Using these tools during community planning throughout the watershed and during the design of development sites can help achieve the following water protection objectives.

Minimize pollutant sources

  • Encourage land uses that deliver less phosphorus and other pollutants like forested lands, and discourage expansion of land uses that deliver more pollutants.
  • Maintain native, long-lived, soil-stabilizing vegetation wherever possible to limit erosion. See Figure 4.
  • Minimize the amount of land disturbing activity by following natural land contours when planning for roads and buildings.
  • Locate development with groundwater pollutant inputs like septic tanks or fertilizers on soils that can effectively treat pollutants. On sandy soils locate the development where groundwater is flowing away from nearby lakes and streams.

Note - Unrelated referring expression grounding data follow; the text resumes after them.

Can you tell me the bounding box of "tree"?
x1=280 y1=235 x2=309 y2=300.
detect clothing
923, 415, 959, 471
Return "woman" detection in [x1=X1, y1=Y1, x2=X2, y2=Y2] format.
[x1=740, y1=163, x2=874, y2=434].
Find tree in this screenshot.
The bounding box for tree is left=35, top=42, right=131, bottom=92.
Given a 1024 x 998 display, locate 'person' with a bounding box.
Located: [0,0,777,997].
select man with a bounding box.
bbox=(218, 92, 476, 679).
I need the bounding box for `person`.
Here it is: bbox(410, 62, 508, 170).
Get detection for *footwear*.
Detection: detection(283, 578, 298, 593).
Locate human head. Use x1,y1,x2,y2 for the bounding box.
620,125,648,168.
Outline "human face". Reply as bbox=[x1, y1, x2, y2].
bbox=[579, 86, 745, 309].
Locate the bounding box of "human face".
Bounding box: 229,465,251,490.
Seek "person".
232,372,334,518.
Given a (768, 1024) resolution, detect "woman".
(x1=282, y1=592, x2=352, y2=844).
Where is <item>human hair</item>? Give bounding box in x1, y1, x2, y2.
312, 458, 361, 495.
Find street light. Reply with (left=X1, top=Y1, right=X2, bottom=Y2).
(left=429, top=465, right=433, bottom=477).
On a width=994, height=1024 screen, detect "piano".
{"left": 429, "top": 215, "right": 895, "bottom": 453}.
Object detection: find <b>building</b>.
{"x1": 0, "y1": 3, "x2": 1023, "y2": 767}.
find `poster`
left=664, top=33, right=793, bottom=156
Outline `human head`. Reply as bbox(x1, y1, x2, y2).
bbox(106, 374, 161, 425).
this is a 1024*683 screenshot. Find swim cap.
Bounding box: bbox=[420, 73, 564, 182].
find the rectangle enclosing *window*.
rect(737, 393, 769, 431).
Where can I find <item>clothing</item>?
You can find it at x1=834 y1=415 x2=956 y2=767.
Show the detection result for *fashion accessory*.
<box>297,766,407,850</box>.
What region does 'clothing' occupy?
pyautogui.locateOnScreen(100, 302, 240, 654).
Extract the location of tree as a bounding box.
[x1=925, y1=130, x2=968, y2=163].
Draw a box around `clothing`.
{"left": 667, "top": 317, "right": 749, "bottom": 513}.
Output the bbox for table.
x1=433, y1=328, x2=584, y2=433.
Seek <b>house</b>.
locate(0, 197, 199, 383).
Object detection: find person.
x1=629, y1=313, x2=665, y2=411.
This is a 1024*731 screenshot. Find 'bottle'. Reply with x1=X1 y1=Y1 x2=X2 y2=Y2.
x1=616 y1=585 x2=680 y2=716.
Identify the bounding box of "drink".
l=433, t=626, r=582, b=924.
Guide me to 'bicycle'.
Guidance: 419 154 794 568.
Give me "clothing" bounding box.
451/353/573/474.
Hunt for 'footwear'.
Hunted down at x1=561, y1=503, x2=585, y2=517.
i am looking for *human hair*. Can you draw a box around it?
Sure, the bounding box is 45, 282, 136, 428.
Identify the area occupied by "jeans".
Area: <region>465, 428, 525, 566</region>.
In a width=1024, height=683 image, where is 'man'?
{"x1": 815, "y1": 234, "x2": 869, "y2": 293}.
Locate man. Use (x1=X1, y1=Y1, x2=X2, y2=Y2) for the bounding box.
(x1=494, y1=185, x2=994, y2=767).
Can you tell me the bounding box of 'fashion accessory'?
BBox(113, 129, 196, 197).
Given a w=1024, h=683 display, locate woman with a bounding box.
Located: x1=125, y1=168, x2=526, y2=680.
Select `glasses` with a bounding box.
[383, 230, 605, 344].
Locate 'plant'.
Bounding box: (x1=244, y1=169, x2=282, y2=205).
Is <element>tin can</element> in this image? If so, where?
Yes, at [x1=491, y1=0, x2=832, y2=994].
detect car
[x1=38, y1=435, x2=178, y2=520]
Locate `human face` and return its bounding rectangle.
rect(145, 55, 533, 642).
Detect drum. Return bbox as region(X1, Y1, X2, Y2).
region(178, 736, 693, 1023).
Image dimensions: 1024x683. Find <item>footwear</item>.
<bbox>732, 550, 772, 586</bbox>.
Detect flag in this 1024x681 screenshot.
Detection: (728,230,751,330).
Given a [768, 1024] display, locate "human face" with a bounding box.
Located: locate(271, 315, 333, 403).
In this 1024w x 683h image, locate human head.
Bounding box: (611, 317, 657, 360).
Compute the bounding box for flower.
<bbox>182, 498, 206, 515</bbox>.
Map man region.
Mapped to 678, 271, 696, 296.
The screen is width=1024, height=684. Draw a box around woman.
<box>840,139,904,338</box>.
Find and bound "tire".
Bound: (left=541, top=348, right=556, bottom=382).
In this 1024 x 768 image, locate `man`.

Figure 4.  Protecting vegetation protects water quality
Picture (433x273, 12.4Kb)
Source:  DNR memo from Panuska, 1994, graphic by Wisconsin Lakes Partnership

Minimize pollutant delivery

  • Protect and restore large, natural shoreline buffers along waterways to filter pollutants from runoff. See Figure 5.

Figure 5.
Picture (399x318, 4.9Kb)
Source:  Desbonnet, 1995.

  • Protect and create infiltration areas to minimize runoff.
  • Minimize the extent and connection of impervious surfaces and compacted areas to the water by:
    • Locating new development adjacent to existing developed areas to minimize road expansion.
    • Constructing multiple story buildings to minimize building footprint.
    • Decreasing road and driveway widths and lengths.
    • Increasing building setbacks from the water.
    • Using shared driveways and parking areas.
  • Minimize soil compaction by:
    • Limiting heavy equipment to specified areas.
    • Incorporating compost in soils to reverse compaction
  • Encourage land uses like forested lands, which deliver less phosphorus close to waterways, and land uses that deliver more phosphorus or other pollutants farther from waterways. See Figure 6.

 

Michael Dresen, Glenn Bowles, Carmen Wagner, Steve Deller and John Panuska have reviewed this article for form and content. Any errors, mistakes and omissions remain the responsibility of the author.

 

Resources

Center for Watershed Protection. Nutrient Loading from Conventional and Innovative Site Development, July 1998. pp. 26-29.

Desbonnet, Alan et al. Development of Coastal Vegetated Buffer Programs. Coastal Management, V23, pp. 91-109, 1995. The buffer widths cited are based on inland riparian buffers because Desbonnet found meager research for coastal buffers. (p.92)

Highway Statistics 2000. Office of Highway Policy Information, Federal Highway Administration, U.S. Department of Transportation. http://www.fhwa.dot.gov/ohim/hs00/xls/ps1.xls.

Lindorff, Dave; Mechenich, Christine and Chuck Warzecha. Residential development and Groundwater Resources. July 2002. Available from the Central WisconsinGroundwater Center at 715-346-4270 or at http://www.dnr.state.wi.us/org/water/dwg/gw/SmartGrowth3.pdf.

Panuska, John C. and Richard A. Lillie. Phosphorus Loadings from Wisconsin Watersheds: Recommended Phosphorus Export Coefficients for Agricultural and Forested Watersheds. Research Management Findings, Number 38, April 1995, Wisconsin Department of Natural Resources, p.7.

Personal communication 8/6/02 from Paul Garrison, Limnologist with Wisconsin Department of Natural Resources.

Shaw, Byron, Christine Mechenich and Lowell Klessig. Understanding Lake Data, 1996, UW-Extension Publication G3582, http://www1.uwex.edu/ces/pubs/pdf/G3582.PDF.

Schueler, Tom. Watershed Protection Techniques. 1(4): 666-669. Available at http://www.stormwatercenter.net/Practice/37-Can%20Urban%20Soil%20Compaction%20 Be%20Reversed.pdf.

Wisconsin Department of Natural Resources memo from John Panuska 11/6/94. Graphic by Wisconsin Lakes Partnership.

Wisconsin Department of Revenue; University of Wisconsin, Department of Agricultural and Applied Economics and UWEX Local Government Center.